How Google Earth helps provide realism for my thrillers

September 24, 2013 2:08 pm Published by Leave your thoughts

When I started my first thriller, Category 5, back in 2002, I wanted to make my story as realistic as possible by using incredible but plausible scientific premises and by choosing interesting locations from around the globe. In developing sites where my book action could unfold, I discovered Google Earth, a web-based system that provides satellite photos accessible by latitude and longitude.

Before and during my writing of Category 5, I visited as many chapter locations as I could. While on site, I imagined the action unfolding and documented the latitude and longitude using a Magellan Meridian handheld GPS receiver. When I returned home, I’d input these coordinates into Google Earth and save the images. For Category 5, I visited nearly all chapter locations, including Washington, DC; the state of Colorado; the Monterey, California, peninsula; Istanbul, Turkey; and the island of Bermuda. In Turkey, my wife and I ate at a restaurant (Pandeli) in the Spice Center where an important meeting occurs early in the book (Chapter 3).

In Bermuda, we visited the Bermuda Weather Service where a few scenes take place; I needed to know the layout relative to the airport runway. Where there was no existing building or structure available to meet the needs of my story, I would “build” one. For example, where the final scene take place in Bermuda, my wife and I located a vacant lot that seemed to be an appropriate spot for the fortress structure that I depict in the book’s conclusion. If you go to https://paulmarktag.com/blog/?page_id=54 you’ll see all of the chapter images.

For my second thriller, Prophecy, I again visited most chapter locations; go to https://paulmarktag.com/blog/?page_id=8. The story begins in Pennsylvania near the Johnstown Flood National Memorial (near where I grew up); this memorial commemorates the famous Johnstown flood of 1889 when over 2200 people died. From there it moves to Washington, DC; the Monterey Peninsula; Emporia, Kansas; the Cairo, Egypt International Airport; and the Pittsburgh, Pennsylvania International Airport.

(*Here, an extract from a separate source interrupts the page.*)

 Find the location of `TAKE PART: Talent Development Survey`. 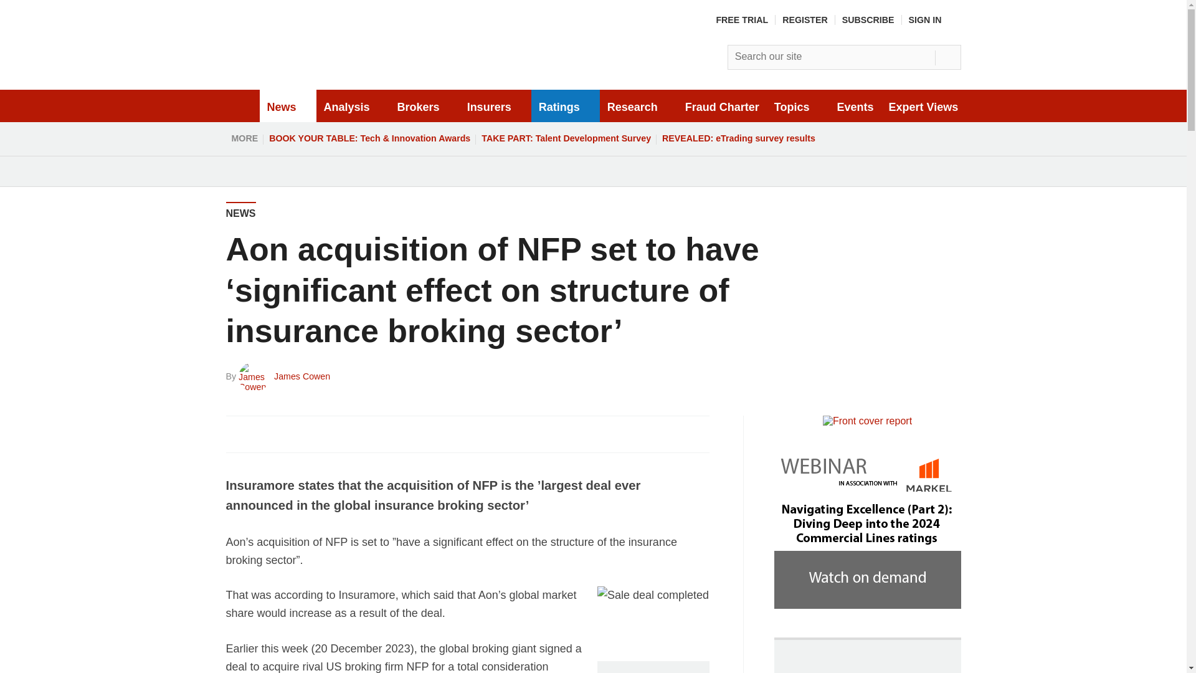

TAKE PART: Talent Development Survey is located at coordinates (566, 138).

Which brings me to my latest thriller, White Thaw: The Helheim Conspiracy; images can be seen at https://paulmarktag.com/blog/?page_id=137. This story’s locations jump around the world even more: Berlin, Germany (in 1945); the Gremikha Naval Base on the Kola Peninsula in Russia; Monterey, California; Las Vegas, Nevada; Philadelphia, Pennsylvania; Cartagena, Columbia; Washington, DC; San Francisco, California; Reykjavik (and later, Keflavik), Iceland; McLean, Virginia (CIA); and finally, the Helheim Glacier in southeastern Greenland.

Regretfully, for White Thaw: The Helheim Conspiracy, I did not visit several key locations, notably Iceland or Greenland where much of the final action takes place. But my wife and I did scout out the site for the estate of the Müller family in Cartagena, Columbia. As it happened, as we were departing Cartagena on a Princess Cruise Ship, I observed a small peninsula that seemed a perfect spot for the palatial grounds of the Müller family, the antagonists in my book. When I got home, I downloaded the Google Earth image of that peninsula and laid out the buildings for my imaginary estate.

White Thaw comes to a dramatic conclusion in southeastern Greenland, above the Helheim Glacier, whose name appears in the title of my book. There is no point in providing a close-up Google Earth image for “Ice Station Helheim” because there is little to see but ice and snow. Instead, the Google Earth photograph I chose for display draws back to provide the reader a view of the glacier, surrounding waters, and my imagined location for the below-ice station where the bad guys are up to no good.

I realize that few of my readers will look at my Google Earth images as they read my books.  And why should they? If I’ve done my job properly, I’ve put into words pertinent details that I gleaned from my images while writing the book. That’s why they were important to me.